**INFORMATION SUPPLIED**.
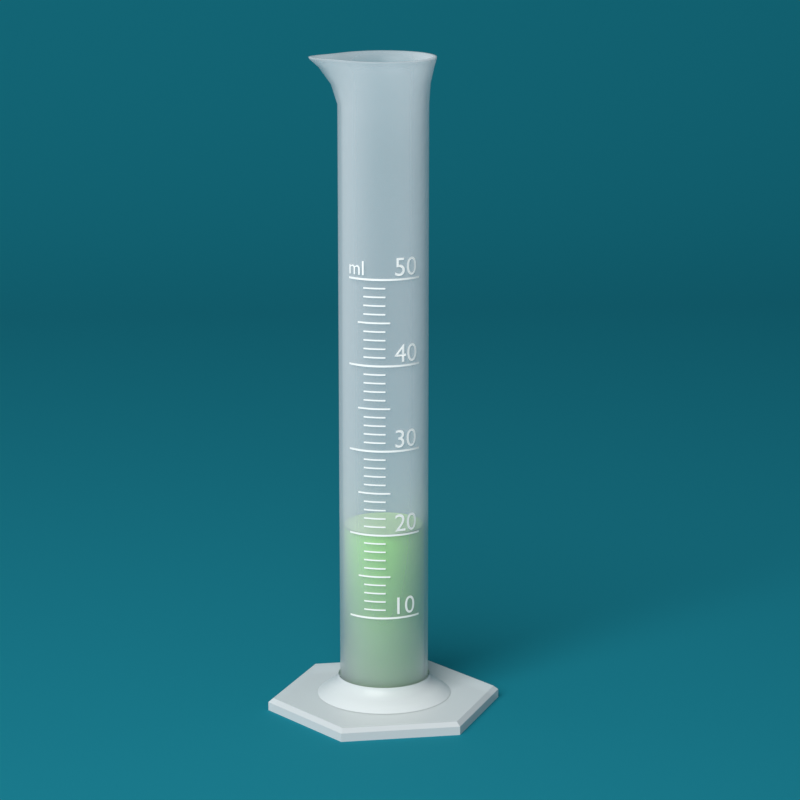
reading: 20 ml
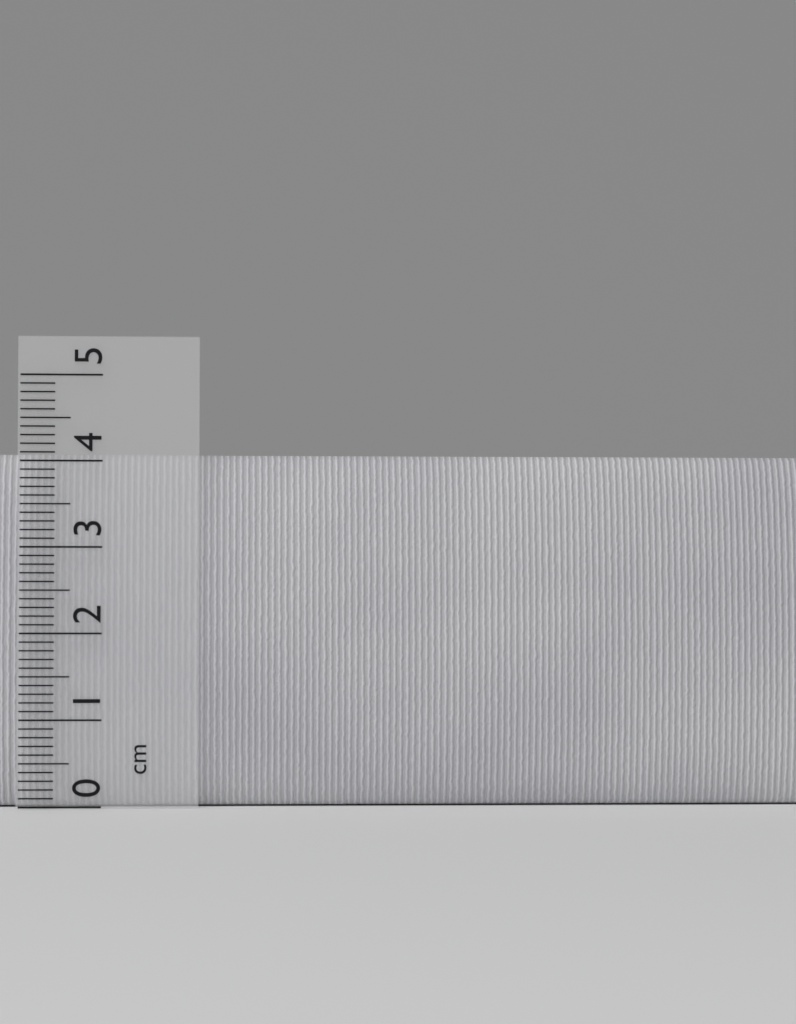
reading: 4.1 cm
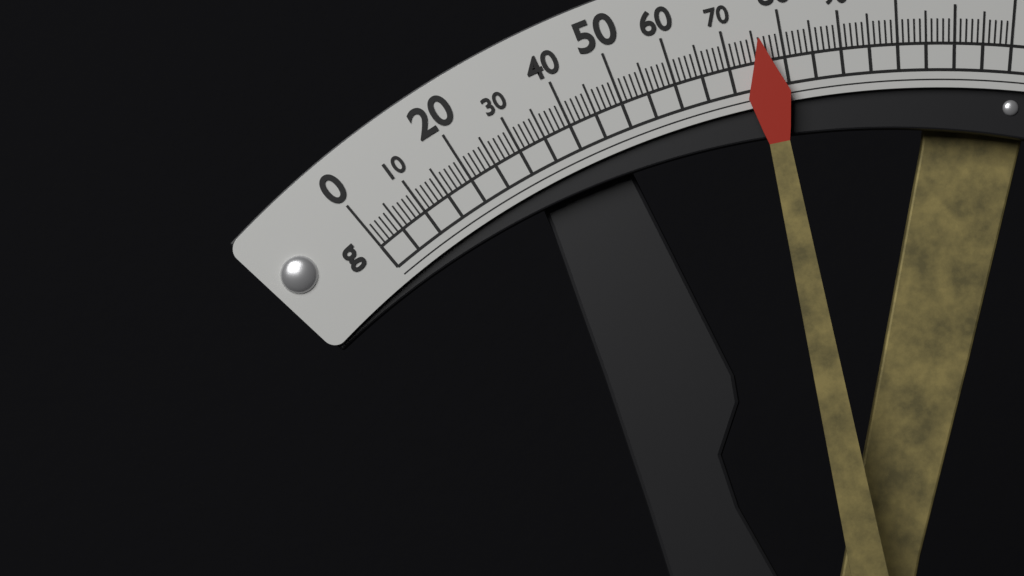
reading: 76 g
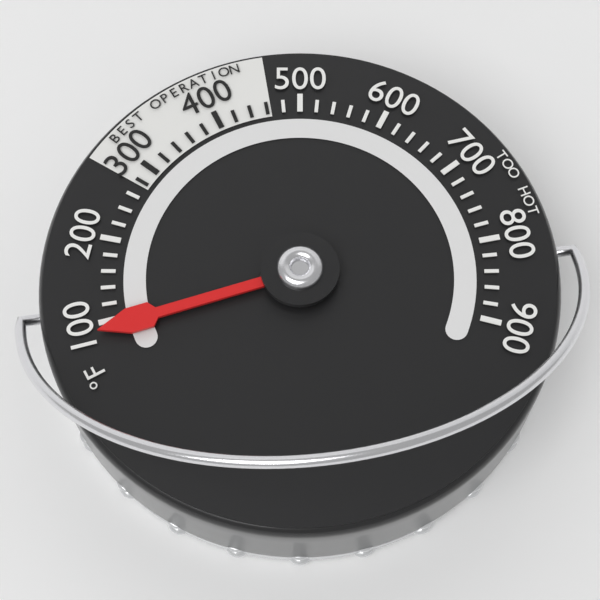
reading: 90 °F
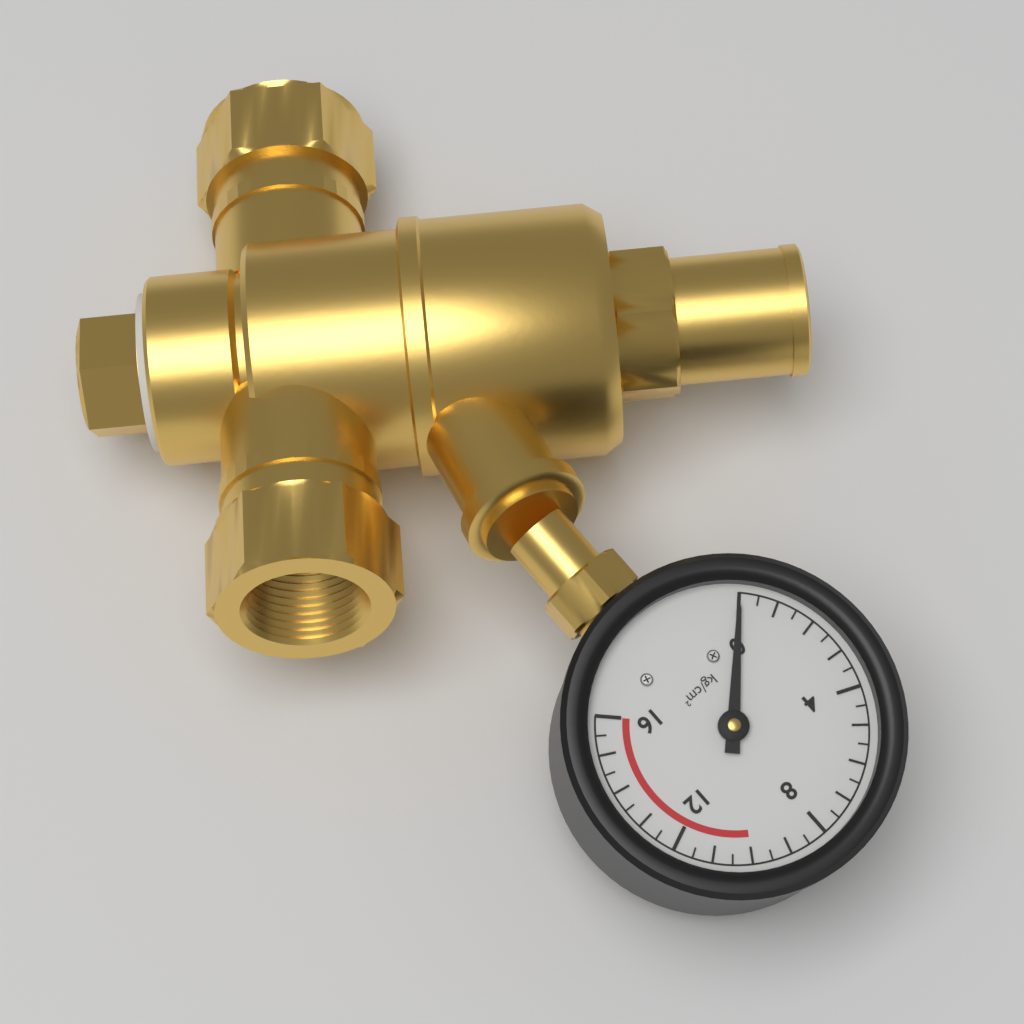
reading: 0.0 kg/cm²
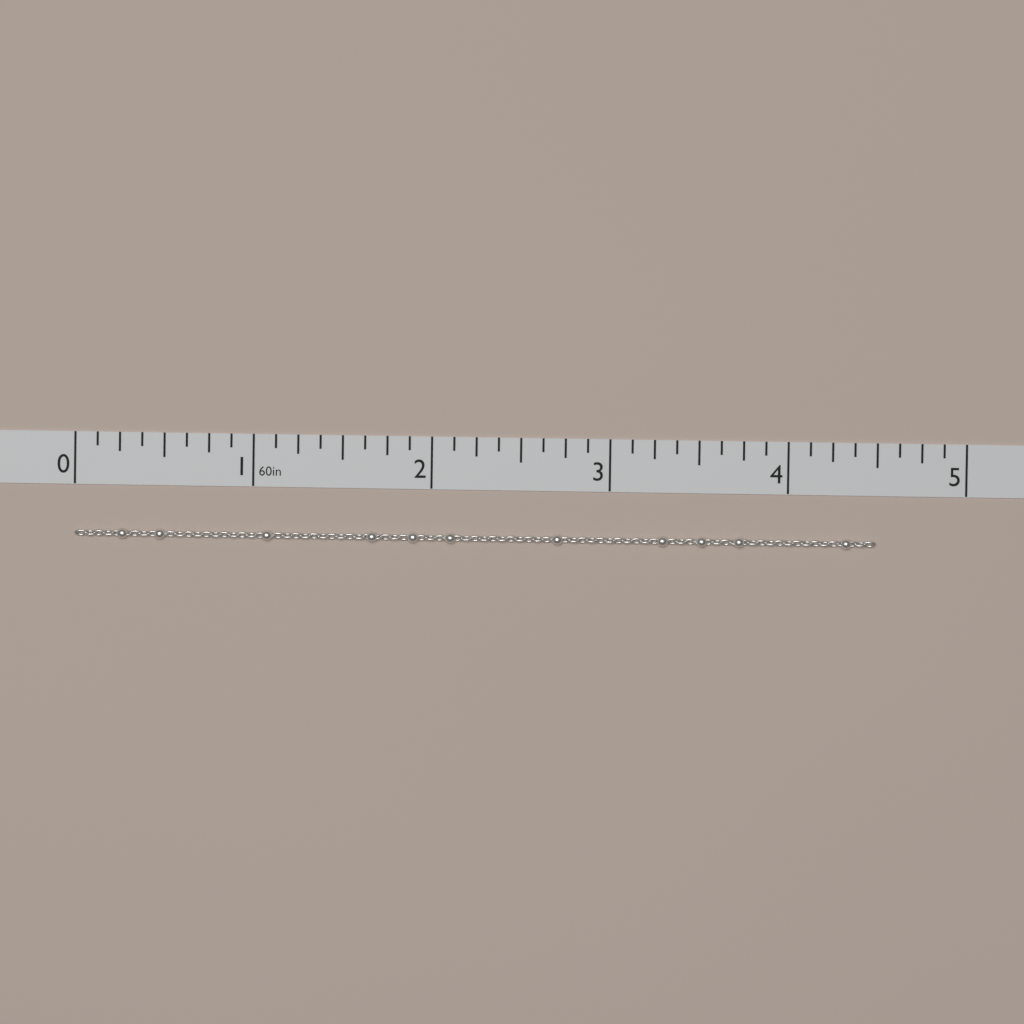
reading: 4.500 in
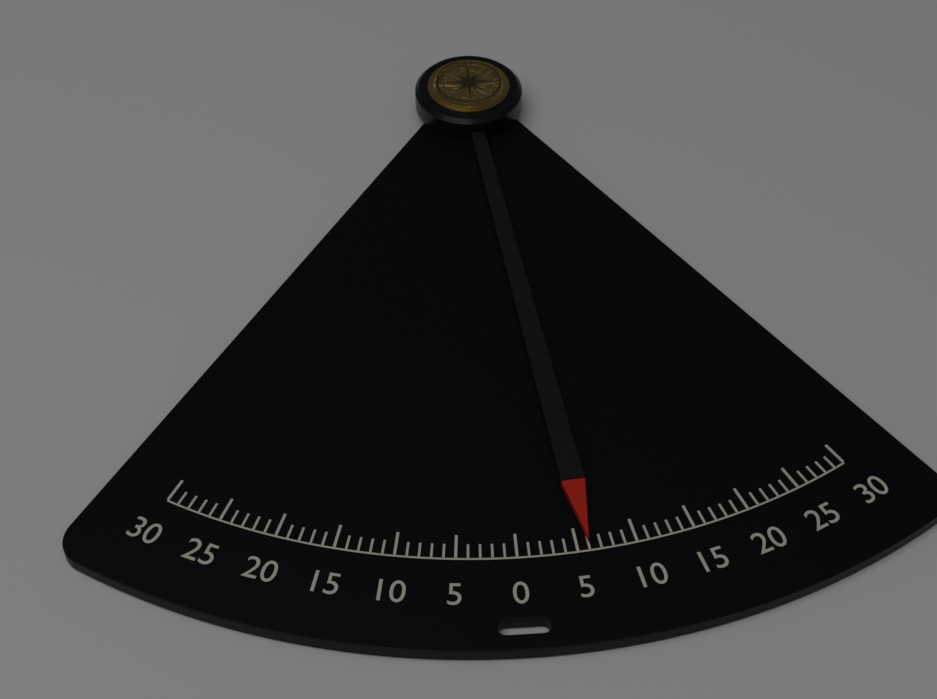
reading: 6 (no unit)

**THE PROBLEM**.
Your task is to set down every entry exactly, leaving out any picture it contains.

**OUTPUT FOR THIS EXERCISE**.
reading: 20 ml
reading: 4.1 cm
reading: 76 g
reading: 90 °F
reading: 0.0 kg/cm²
reading: 4.500 in
reading: 6 (no unit)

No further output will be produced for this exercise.